Well, it's finally happening. The argument about Christmas has arrived. Not the confected culture war one about whether or not people get to bellow the word "faggot" in the Pogues' Fairytale of New York, though that one seems to come round earlier every year, doesn't it? No, the slightly more fraught one about whther we get to have a "normal" Christmas, whatever that is. Following Chekhov's dictum of the gun on the wall in act one being used in act three, this little row's been coming down the pipe for a while; since July, in fact, when part-time Prime Minister impersonator, Alexander Boris de Pfeffel Johnson uttered the fateful words that it would "all be over by Christmas", and any keen student of dramatic cliche immediately felt their hearts sink. Clang, went the plot point.
The young airman who's going to fly this mission and then go back and marry his girl? Dead. The cop one week from retirement? About to have a really shit day. The robber tempted out of the straight life for one last job? You know how this story ends. The second the bumbling arsehole made himself a hostage to fortune with that imbecilic line we all knew what was coming in December. In fact anyone who'd been listening to any epidemiologist wearily explaining that as a respiratory disease there was almost certain to be a second wave in winter knew what was coming. But it still seemed to take the country by surprise.
Because, believe it or not, SARS CoV-2 doesn't particularly give a monkeys whether 'tis the season to be jolly or not, it's just getting on with its merry job of spreading via aerosol or droplet infection, and a very efficient effort it's making of it, too.
And now December is just around the corner, and lo, the shit is hitting the fan, as the tabloids belatedly wake up to the overwhelming likelihood that we won't have a standard All-Round-To-Mum's-Try-To- Ignore-Your-Uncle's-Drunken-Racism Christmas. And they are NOT happy about it. Cue lots of emotive headline speak about "Saving Christmas".
I have a number of problems with this, but it's important to acknowledge the importance of people's feelings on the subject. For most people, it's been a bloody awful year, and many will have had their hearts set in ending it with their loved ones around them. I understand that entirely. Then there's the argument about the damage done to the economy by a locked-down Christmas. For most pubs and restaurants, Christmas pays for the first quarter of the following year (or it makes up the shortfall from a crap year). Without normal December trading, there's going to be a bloodbath in hospitality come January.
(No, not me gentle reader, we'll be absolutely fine for a long while yet, but it's sweet of you to be worried. I won't deny that I'd rather be open, though)
But even if lock-down does end on Dec 2nd ( a sizable if, at time of writing, as cases still rise in all parts of the country other than here in the good old NW - where we've been under severe restrictions for a lot longer than the rest of you, hence our cases are coming down) it's ludicrous to imagine that we can get back to normal in December. Because set against all these reasonable arguments is the simple plain fact that this virus is a killer. Restrictions ease - people die. If I were a betting man, I'd say we'll most likely go back to some sort of tiered system for a bit, as the Government ties to nudge things along, and we all keep our eyes peeled for that vaccine which is tantalisingly just around the corner.
This is the problem with all the hyperbolic "saving Christmas" language. There is no saving of what people imagine Christmas to be. Even if you can meet a few members of your family, there's going to be no meeting up with your mates on Christmas Eve in the pub, no touring round from house to house, no going to the game on Boxing Day, no Midnight Mass. And that's okay, just this once. These are unusual times, suck it up and get on with it. All things pass eventually.
Millions of people in this country celebrated their religious festivals under lockdown. There were no family gatherings for Eid, for Yom Kippur, or Rosh Hashanah, no mixing of households for Diwali. There is no mention of this in tabloid discourse. People of faith have been denied their usual services for most of the year, huge sacrifices have been made. Are you willing to throw all that out of the window for the sake of a few days? The conversation around "Saving Christmas" denies all the hard work that's already been done. And it's been an astonishing effort from the public, for every self-absorbed bell-end not wearing a mask, there are twenty doing the right thing. For every Dominic Cummings, there are fifty who've stuck to the rules, no matter how much it hurt to do so.
I want normality back, too. Now, I admit that twenty-odd years in hospitality leaves me with a slightly different attitude towards Christmas Day, I tend to regard it as a chance to catch up on sleep rather than visit family, working late on Christmas Eve and living hundreds of miles from anyone I'm related to puts paid to that idea, so it doesn't make a huge difference to me whether I'm locked down or not. I'll fix the family some breakfast, we'll go for a walk, I'll do something a little more elaborate than usual for dinner
And you know what? That's fine, that's a nice day. And I think that's what we all have to do this year. Accept that it isn't going to be normal. Have as good a day as you can. I understand that it's easy for me to say, and that for those living alone this answer sounds pat and uncaring, and I'm sorry about that, but we're not far off getting this thing beat. The longer we pretend that things are normal, the further off that day becomes.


_Work request_: Copy the data exactly, pictures aside.

=== Supplied data ===

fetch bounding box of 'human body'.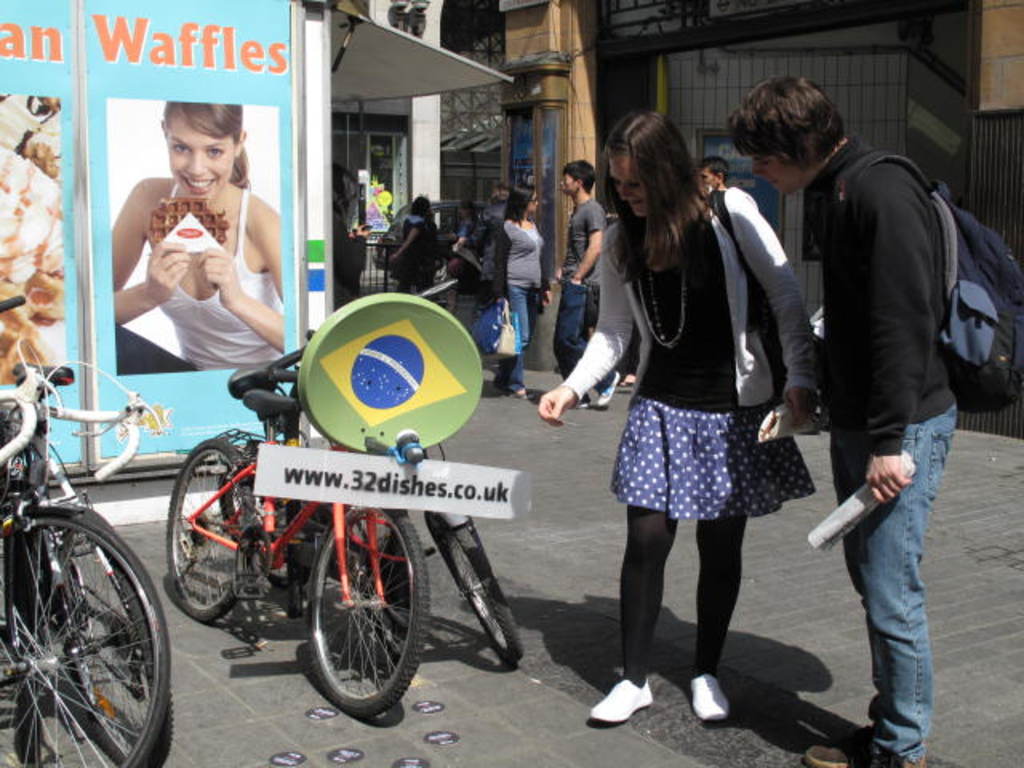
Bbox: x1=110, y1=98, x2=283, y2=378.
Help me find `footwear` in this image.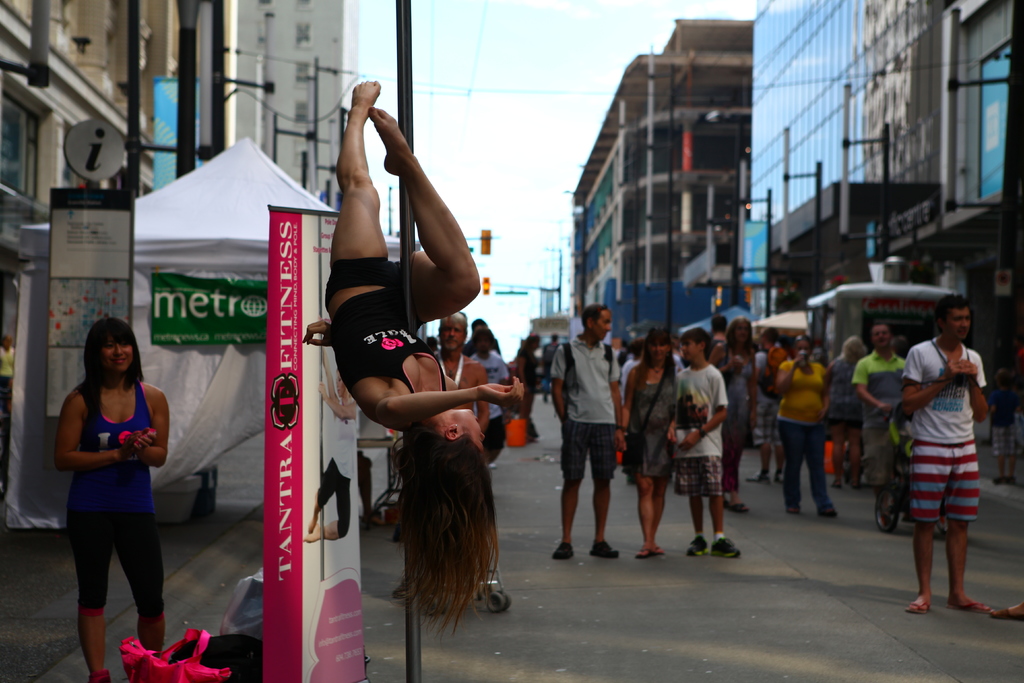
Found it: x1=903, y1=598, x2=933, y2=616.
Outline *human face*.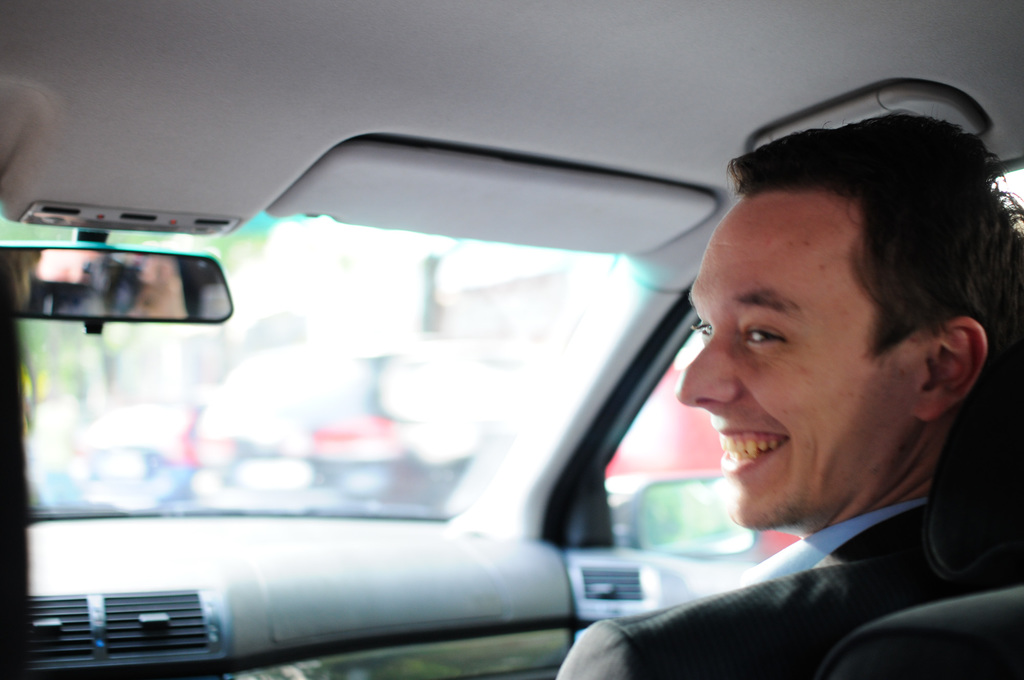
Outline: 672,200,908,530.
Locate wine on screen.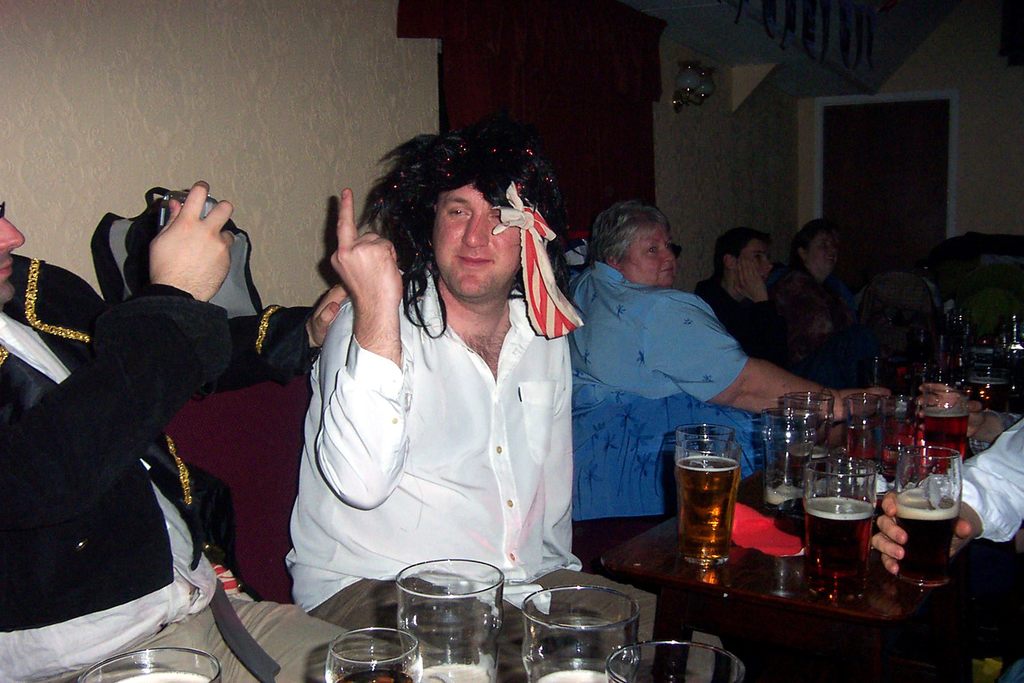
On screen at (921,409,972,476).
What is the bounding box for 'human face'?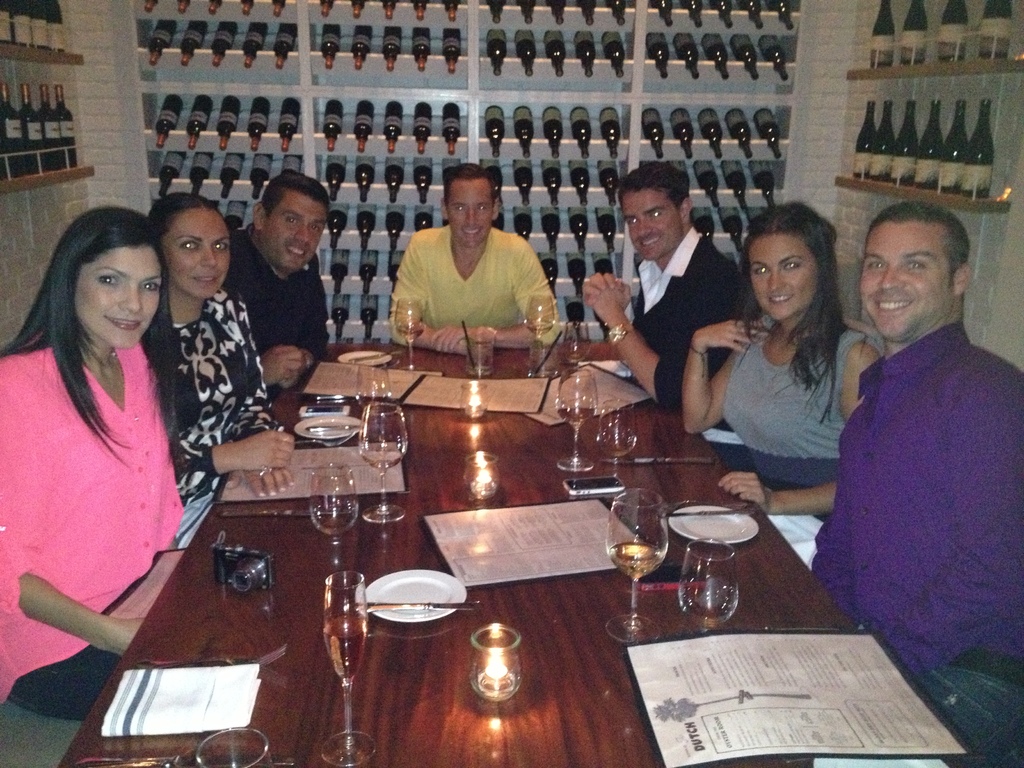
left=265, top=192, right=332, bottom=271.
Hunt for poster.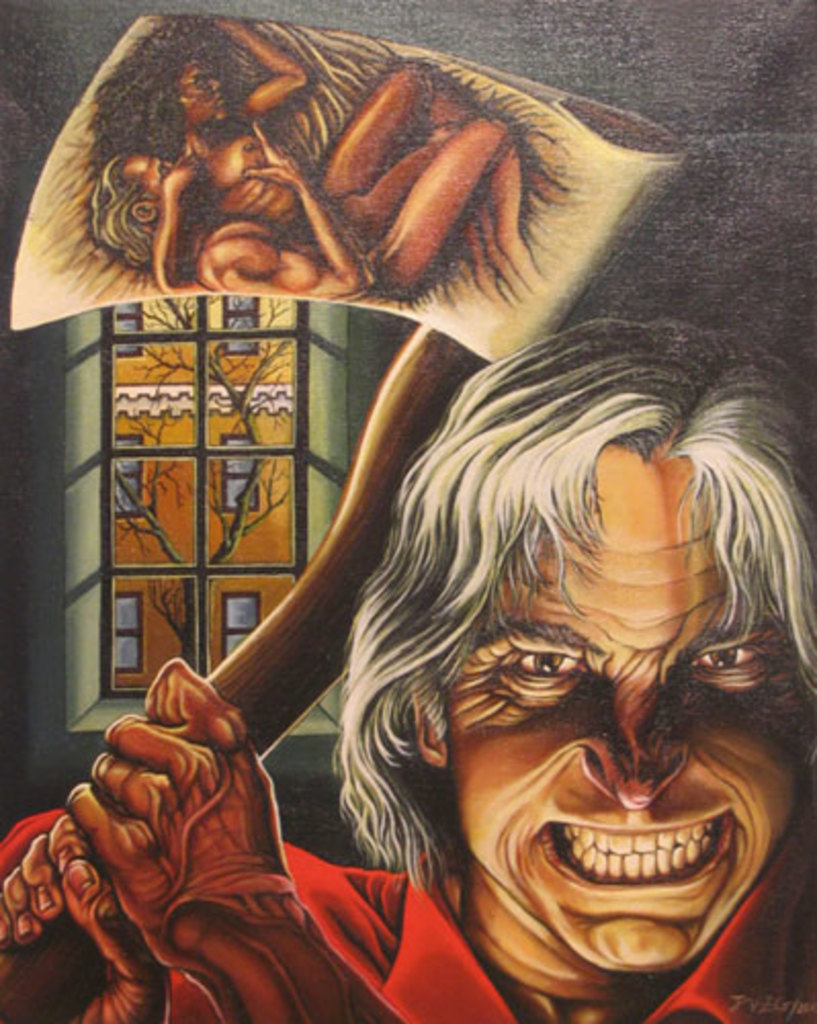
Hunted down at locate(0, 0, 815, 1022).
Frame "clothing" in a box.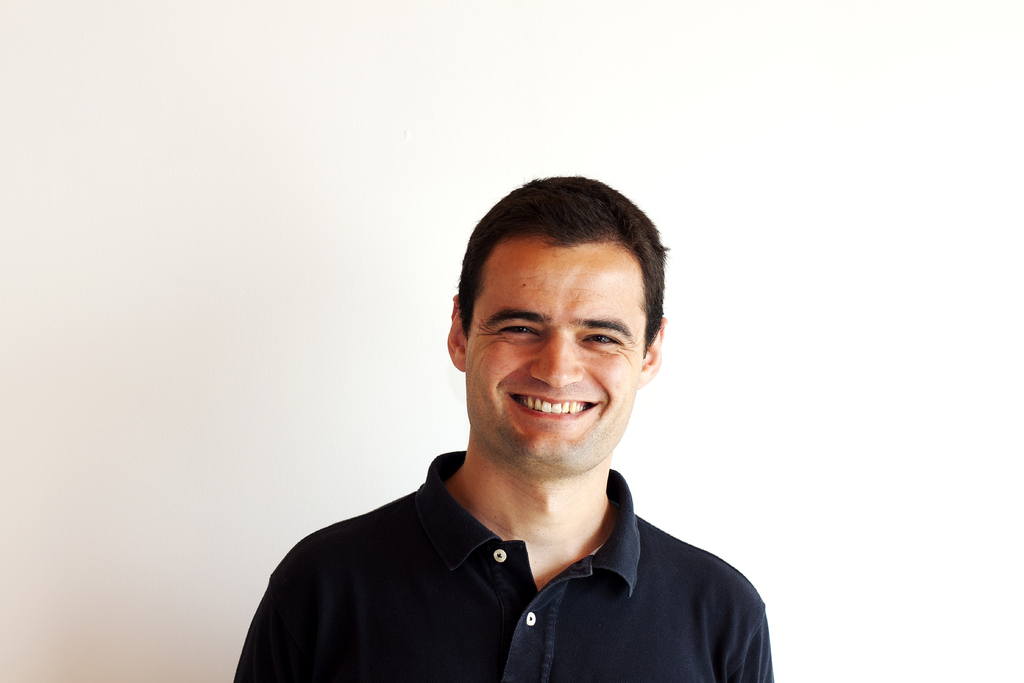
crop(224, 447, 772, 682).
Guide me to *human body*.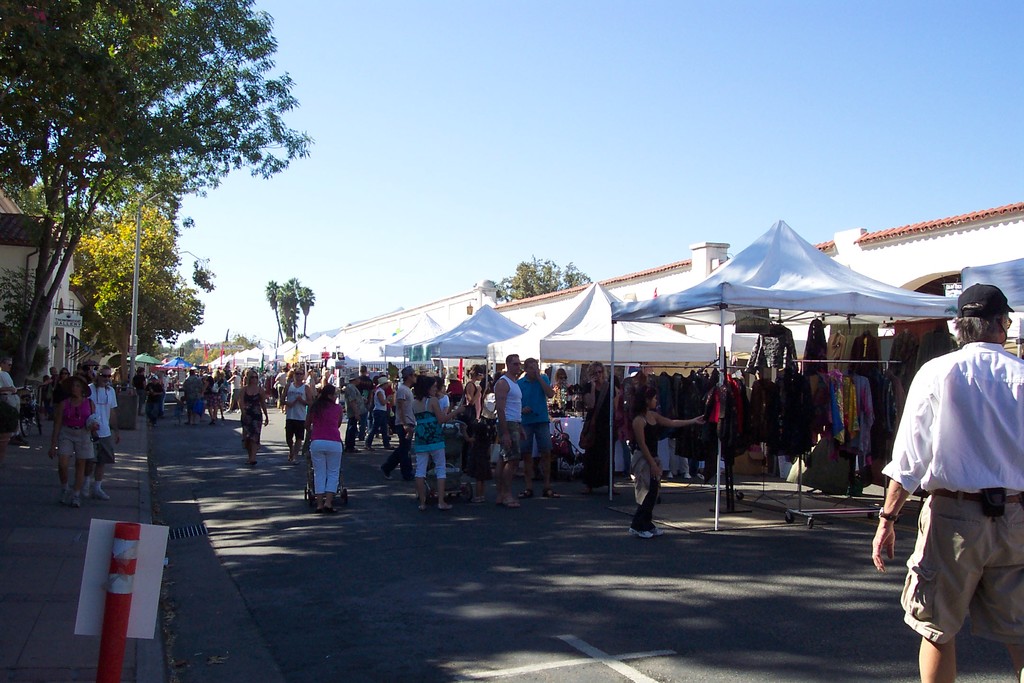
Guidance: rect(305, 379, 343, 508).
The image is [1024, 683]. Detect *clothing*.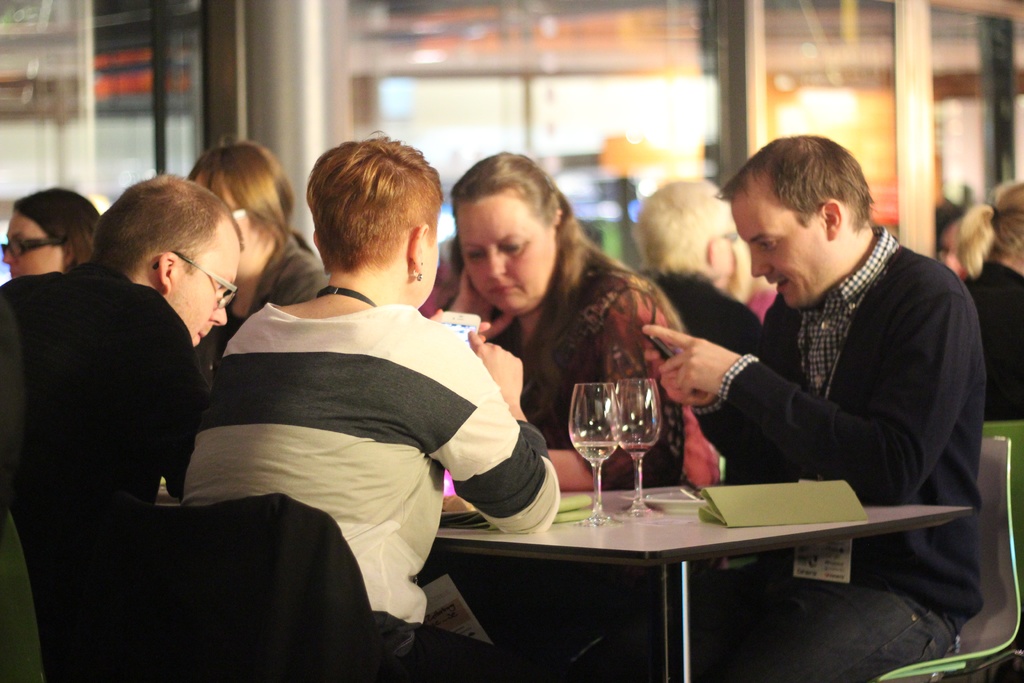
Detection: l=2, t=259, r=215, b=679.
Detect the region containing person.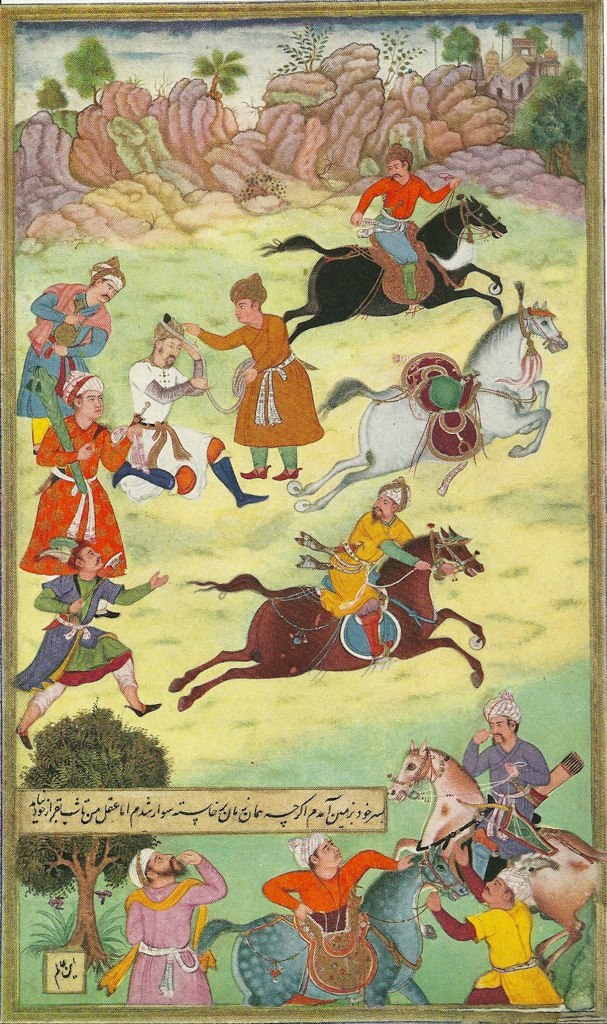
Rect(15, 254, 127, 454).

===

_Output for this exercise_:
fetch bounding box of 'human body'.
Bbox: x1=110, y1=98, x2=283, y2=378.
Help me find `footwear` in this image.
Found it: x1=903, y1=598, x2=933, y2=616.
Outline *human face*.
Outline: 672,200,908,530.
Locate wine on screen.
On screen at (921,409,972,476).
What is the bounding box for 'human face'?
left=265, top=192, right=332, bottom=271.
Hunt for poster.
Hunted down at locate(0, 0, 815, 1022).
Frame "clothing" in a box.
crop(224, 447, 772, 682).
Guide me to *human body*.
Guidance: rect(305, 379, 343, 508).
The image is [1024, 683]. Detect *clothing*.
Detection: l=2, t=259, r=215, b=679.
Detect the region containing person.
Rect(15, 254, 127, 454).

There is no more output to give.